Live-Action Comics


A young man with dark hair facing The Flash and Green Arrow in the doorway of, per caption, 'the Bruce Wayne mansion ... in Gotham City'

I’ve been trying for a while to finish a big piece on the recent flood of comics
being adapted for television and film
. One problem has been that I keep writing too much about a specific movie or show and then spinning that material off into its own review. The silver lining is that the flood is only picking up pace — so even as I constantly kick the metaphorical can down the road there’ll be no shortage of hooks
to keep the subject current.

Yesterday, for instance, I got the press release announcing Riverdale, a live-action
teen drama featuring the Archie gang that if green-lit to series will join the Batman prequel Gotham on Fox’s schedule.

Time Warner’s most recent investors meeting included the announcement of an ambitious slate of films produced by Warner Bros. establishing a shared universe built around DC’s Justice League. It springboards from the 2013 Superman “reboot” Man of Steel, whose Henry Cavill will headline 2016’s ridiculously titled Batman v. Superman: Dawn of Justice with Ben Affleck playing the silver screen’s latest Dark Knight; Gal Gadot will costar as a certain Amazon warrior. Zack Snyder, who directed Man of Steel, is helming Dawn of Justice and set to direct a pair of Justice League movies proper — the first due in 2017, following a solo Wonder Woman flick.

Here’s where I pause to lament the injustice of Wonder Woman finally appearing in movie theaters, for the very first time in a career spanning over seven decades, as CGI plastic in a minor supporting role in last year’s The Lego Movie. Do the character’s contradictions make it hard to present her in a way relevant to today’s world? Maybe. Which sounds to me like great story fodder! Did I enjoy The Lego Movie? Sure. Except for how it marginalized the female characters…

DC is hoping to replicate the success that Marvel’s had in translating its superhero sagas from comics to film. Marvel dubbed the period from 2008’s Iron Man through 2012’s The Avengers Phase One, with Phase Two culminating in next year’s Avengers: Age of Ultron. The first trailer for that debuted on Thursday.

We’re now a couple of weeks into the expansion of DC’s TV universe, The Flash
having successfully spun off from Arrow on the CW network. Those series occupy a different fictional plane than DC’s planned movie universe; neither Superman nor Batman appear to exist in the Arrow/Flash world, although Flash will be a member of the multiplex Justice League — played by Ezra Miller, not CW speedster Grant Gustin. Similarly, Fox’s Gotham is not, as we comic-book folks say, in continuity with either the upcoming films or the recent Batman trilogy directed by Christopher Nolan and starring Christian Bale (or, for that matter, the ABC Batman series that starred Adam West, finally being released on DVD next month).

Such discontinuity is not unusual when it comes to adaptations of pop-cultural phenomena and comics in particular. Superman Returns hit theaters between the fifth and sixth seasons of the WB/CW show Smallville and, to bring DC’s popular animated universe into the conversation, shortly after Justice League Unlimited concluded its run on Cartoon Network.

Not all superheroes are born from the comics, of course — and for darn sure not all comics are about superheroes, even if they and their sci-fi/fantasy or action/adventure brethren tend to get the splashiest coverage. Perhaps it’s proving the rule to mention that a French adaptation of the graphic novel Gemma Bovery, starring by pure coincidence Gemma Arterton, opened last month.

For that matter, as much as I love the pun in this post’s title riffing on the name of
the series that introduced Superman, frames of film are decidedly not analogous to comic-book/strip panels. The former are designed to go by so fast we perceive continuous motion, while the latter are fixed in visual juxtaposition to one another
for us to view and re-view at the pace of our choosing.

I almost forgot to note that NBC premiered Constantine, based on a lesser-known DC character first seen in the pages of Swamp Thing, last night. So if this wasn’t that piece on the recent flood of comics being adapted for television and film I’ve been trying to write, I’ll have to add it to my list.


Panel from Justice League of America #27 © 1964 and characters
TM/® DC Comics. Script: Gardner Fox. Pencils: Mike Sekowsky. Inks:
Bernard Sachs. Letters: Gaspar Saladino. Colors: Unknown.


### DIRECTIONS
The entries below contain a stretch that opens with the line containing "Image resolution: width=923" and closes with the line containing "This screenshot has width=1383, height=739."; set down that stretch exactly, both ends included, and nothing else.

[Source records]
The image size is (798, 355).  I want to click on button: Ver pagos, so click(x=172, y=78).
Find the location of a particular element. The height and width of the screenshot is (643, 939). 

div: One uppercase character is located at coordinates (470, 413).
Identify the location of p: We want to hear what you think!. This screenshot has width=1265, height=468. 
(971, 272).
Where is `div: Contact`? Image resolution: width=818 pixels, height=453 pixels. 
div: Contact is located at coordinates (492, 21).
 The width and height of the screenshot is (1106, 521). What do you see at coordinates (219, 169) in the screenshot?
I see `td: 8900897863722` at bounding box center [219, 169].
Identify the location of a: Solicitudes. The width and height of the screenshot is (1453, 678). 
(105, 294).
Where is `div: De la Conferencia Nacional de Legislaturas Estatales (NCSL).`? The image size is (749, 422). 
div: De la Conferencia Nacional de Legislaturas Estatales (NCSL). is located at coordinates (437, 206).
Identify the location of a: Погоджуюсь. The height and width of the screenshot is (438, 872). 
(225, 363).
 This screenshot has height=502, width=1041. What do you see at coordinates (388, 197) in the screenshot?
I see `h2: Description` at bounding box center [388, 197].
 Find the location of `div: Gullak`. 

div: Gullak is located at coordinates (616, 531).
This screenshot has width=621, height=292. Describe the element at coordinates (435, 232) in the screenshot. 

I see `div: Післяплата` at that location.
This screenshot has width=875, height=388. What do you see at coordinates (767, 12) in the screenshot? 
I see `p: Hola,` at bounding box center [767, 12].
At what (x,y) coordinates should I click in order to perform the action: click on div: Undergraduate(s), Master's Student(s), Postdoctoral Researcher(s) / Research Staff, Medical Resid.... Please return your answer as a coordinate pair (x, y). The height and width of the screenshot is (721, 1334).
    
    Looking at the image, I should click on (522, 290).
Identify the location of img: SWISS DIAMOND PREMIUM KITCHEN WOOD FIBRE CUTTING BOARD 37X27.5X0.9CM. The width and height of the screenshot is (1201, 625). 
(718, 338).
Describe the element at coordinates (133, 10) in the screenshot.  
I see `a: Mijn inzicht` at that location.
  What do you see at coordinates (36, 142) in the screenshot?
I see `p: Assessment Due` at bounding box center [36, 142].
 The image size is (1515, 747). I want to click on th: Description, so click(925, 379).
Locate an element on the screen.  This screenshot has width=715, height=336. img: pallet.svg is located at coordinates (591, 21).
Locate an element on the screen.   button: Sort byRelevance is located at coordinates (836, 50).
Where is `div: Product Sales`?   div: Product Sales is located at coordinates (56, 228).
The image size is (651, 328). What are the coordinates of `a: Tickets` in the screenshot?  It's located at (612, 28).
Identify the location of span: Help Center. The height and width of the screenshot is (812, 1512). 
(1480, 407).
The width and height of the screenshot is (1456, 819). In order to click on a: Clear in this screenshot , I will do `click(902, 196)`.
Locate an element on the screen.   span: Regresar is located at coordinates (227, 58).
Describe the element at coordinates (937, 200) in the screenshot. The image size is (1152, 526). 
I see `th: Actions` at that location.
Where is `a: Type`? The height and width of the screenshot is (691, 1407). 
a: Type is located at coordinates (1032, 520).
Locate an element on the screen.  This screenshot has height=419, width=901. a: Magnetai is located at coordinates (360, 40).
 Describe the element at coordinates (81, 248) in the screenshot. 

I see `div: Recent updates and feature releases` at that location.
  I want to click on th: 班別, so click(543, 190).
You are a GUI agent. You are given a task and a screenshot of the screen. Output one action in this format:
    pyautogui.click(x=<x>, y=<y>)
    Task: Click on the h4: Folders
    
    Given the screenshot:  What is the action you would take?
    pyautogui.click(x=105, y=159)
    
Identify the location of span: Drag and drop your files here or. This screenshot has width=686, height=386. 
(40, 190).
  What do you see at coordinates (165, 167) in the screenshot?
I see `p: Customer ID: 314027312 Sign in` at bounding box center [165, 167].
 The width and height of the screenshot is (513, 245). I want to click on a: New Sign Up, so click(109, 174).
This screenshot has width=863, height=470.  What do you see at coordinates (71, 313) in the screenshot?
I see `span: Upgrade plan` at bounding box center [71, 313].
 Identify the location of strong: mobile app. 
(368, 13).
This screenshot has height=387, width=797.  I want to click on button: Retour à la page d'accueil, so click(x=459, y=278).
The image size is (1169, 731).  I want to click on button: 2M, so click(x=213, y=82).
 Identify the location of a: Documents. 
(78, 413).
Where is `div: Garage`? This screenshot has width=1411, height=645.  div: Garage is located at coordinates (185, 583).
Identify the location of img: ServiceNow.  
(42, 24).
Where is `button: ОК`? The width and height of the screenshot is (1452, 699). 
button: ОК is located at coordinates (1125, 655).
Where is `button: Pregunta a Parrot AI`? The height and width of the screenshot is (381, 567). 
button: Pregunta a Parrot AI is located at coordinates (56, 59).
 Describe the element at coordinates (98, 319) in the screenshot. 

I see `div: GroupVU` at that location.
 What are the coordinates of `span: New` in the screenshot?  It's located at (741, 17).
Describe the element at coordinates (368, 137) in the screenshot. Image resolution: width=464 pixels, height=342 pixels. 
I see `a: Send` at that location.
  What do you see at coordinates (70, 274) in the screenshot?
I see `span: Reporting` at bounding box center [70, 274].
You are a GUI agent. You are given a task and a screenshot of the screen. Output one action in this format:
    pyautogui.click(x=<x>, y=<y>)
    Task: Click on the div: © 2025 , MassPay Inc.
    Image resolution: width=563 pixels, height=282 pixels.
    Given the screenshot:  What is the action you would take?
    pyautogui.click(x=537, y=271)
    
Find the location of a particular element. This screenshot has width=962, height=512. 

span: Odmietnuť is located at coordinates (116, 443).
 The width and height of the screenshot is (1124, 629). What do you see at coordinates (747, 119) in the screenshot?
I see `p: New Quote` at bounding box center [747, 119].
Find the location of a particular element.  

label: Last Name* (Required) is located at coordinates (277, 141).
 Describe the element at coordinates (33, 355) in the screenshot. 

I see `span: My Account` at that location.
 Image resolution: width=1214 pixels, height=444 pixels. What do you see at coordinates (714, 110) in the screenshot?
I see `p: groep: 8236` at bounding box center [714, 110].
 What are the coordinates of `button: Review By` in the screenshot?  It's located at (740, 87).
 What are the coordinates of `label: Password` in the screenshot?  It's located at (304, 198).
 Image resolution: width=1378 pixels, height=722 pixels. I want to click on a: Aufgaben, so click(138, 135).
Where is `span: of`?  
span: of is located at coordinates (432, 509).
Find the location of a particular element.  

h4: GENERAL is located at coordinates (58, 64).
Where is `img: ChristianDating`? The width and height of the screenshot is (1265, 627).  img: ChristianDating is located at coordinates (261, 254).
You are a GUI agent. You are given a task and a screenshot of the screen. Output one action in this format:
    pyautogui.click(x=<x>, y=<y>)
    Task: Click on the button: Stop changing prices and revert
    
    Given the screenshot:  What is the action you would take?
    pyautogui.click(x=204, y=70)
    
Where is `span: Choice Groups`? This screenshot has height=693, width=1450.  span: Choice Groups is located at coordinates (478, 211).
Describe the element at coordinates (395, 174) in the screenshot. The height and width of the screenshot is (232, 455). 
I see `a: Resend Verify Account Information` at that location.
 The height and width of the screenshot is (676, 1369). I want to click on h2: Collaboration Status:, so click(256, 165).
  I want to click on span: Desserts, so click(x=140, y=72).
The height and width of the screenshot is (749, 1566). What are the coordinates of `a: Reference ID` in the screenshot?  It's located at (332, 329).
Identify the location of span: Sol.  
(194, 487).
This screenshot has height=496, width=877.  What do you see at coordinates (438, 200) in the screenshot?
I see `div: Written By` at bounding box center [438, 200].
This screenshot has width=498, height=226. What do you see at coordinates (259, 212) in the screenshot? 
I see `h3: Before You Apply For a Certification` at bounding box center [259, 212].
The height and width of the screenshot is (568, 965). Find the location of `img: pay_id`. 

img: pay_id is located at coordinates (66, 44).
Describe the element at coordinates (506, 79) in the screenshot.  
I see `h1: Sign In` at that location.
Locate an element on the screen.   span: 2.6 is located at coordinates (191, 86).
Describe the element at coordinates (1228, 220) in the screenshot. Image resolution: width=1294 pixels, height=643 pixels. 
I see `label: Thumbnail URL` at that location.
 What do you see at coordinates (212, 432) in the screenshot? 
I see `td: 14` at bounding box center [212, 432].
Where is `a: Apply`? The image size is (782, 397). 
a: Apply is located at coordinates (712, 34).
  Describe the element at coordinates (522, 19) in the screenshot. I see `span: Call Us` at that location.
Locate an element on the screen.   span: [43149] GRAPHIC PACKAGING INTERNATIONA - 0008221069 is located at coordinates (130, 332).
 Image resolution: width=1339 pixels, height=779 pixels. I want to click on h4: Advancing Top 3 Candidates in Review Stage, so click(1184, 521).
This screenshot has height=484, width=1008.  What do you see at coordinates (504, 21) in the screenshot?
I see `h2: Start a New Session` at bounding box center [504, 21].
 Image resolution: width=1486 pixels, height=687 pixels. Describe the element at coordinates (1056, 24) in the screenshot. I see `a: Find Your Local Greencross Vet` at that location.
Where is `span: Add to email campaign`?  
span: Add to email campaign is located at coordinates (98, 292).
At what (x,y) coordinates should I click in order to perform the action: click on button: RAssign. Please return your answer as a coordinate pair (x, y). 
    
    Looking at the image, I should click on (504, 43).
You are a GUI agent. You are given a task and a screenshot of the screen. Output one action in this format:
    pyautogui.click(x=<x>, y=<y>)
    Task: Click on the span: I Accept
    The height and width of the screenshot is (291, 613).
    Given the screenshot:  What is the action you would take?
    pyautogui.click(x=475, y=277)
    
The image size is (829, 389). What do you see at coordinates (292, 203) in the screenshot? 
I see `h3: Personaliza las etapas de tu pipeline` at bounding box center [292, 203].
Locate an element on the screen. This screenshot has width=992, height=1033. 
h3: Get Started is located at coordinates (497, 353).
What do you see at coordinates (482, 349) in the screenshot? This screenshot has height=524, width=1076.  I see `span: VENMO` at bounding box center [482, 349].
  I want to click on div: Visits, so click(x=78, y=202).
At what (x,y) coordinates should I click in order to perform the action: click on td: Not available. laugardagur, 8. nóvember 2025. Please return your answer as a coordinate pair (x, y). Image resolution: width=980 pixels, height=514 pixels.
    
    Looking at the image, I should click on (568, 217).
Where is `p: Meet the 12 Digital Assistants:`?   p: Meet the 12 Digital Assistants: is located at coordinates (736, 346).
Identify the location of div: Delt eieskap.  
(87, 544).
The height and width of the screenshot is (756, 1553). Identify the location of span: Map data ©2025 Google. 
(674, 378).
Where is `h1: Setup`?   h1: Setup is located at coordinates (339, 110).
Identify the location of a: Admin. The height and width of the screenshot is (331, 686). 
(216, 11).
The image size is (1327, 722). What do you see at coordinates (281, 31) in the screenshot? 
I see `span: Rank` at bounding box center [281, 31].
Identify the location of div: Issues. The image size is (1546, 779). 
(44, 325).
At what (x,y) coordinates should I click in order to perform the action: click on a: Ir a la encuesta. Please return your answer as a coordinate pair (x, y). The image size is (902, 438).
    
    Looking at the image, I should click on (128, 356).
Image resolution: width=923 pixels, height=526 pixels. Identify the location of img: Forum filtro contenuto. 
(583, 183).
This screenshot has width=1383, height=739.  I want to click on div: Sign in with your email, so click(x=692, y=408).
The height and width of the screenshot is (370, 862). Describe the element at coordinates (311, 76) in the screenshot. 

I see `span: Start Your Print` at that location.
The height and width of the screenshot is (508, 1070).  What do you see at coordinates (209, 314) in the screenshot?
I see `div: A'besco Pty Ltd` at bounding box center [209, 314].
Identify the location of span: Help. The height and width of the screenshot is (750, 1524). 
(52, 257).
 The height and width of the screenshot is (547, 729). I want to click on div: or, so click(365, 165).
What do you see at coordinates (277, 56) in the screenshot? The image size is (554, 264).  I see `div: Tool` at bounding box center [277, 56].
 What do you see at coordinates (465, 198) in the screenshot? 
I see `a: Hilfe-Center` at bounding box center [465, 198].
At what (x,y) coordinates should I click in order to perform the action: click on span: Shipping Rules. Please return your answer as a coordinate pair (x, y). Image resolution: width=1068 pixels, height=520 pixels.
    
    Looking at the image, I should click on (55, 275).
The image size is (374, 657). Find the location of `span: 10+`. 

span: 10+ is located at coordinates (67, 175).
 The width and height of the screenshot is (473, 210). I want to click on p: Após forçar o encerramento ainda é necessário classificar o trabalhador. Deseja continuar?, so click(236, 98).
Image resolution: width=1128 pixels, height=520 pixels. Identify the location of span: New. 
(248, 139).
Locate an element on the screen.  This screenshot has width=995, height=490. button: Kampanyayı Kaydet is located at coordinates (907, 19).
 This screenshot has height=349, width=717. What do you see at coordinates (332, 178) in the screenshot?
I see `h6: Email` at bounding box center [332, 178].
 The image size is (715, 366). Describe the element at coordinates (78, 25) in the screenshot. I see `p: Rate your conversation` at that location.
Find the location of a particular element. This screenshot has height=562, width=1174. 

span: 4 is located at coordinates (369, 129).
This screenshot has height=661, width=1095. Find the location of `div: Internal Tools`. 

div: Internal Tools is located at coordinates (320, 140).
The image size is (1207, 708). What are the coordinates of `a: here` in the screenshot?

### ANSWER TO THIS EXERCISE
Image resolution: width=923 pixels, height=526 pixels. Identify the location of img: Forum filtro contenuto. 
(583, 183).
This screenshot has width=1383, height=739.  I want to click on div: Sign in with your email, so click(x=692, y=408).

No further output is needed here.